Elite Squad

Film Review by Laura Smith | 31 Jul 2008
Film title: Elite Squad
Director: José Padilha
Starring: Wagner Moura, Caio Junqueira, André Ramiro
Release date: 8 Aug 2008
Certificate: 18

 

A tough, uncompromising look at police corruption and street crime in the drug saturated favelas of Rio de Janeiro, Elite Squad blasts across the screen with both barrels, blending the sweaty, frenetic, visual flamboyance of co-writer Bráulio Mantovani’s similarly themed City of God with lots of very Hollywood violence. Following the taciturn, slightly unhinged Captain Nascimento’s attempts to find a suitable replacement for himself on the titular Team Special, and his rather interminable narration of the same, director Jose Padilha’s film piles on the blood, bullets, ferocious pacing and jumpy camerawork to give some sense of the nightmarish brutality of life in the impenetrable, honeycombed slums packed around the hillsides of the city.
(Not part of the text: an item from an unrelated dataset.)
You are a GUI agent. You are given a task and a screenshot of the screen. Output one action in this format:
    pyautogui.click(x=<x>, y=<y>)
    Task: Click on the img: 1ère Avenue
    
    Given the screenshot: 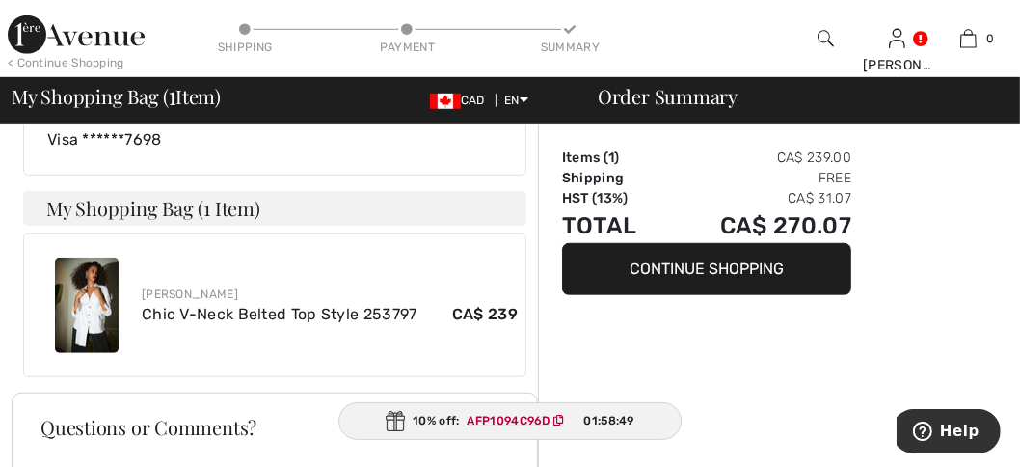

But the film is let down by an unfocused structure, with too many converging, underdeveloped story strands lost beneath all the mayhem, and there’s a troubling fixation on counter-violence as the only solution. While the only insight it really offers goes roughly: corruption is not cool, ditto drug dealers, it’s still loud and flashy and exciting, and will make you really, really not want to go to Brazil. [Laura Smith]

 

Read external Elite Squad reviews on ciao.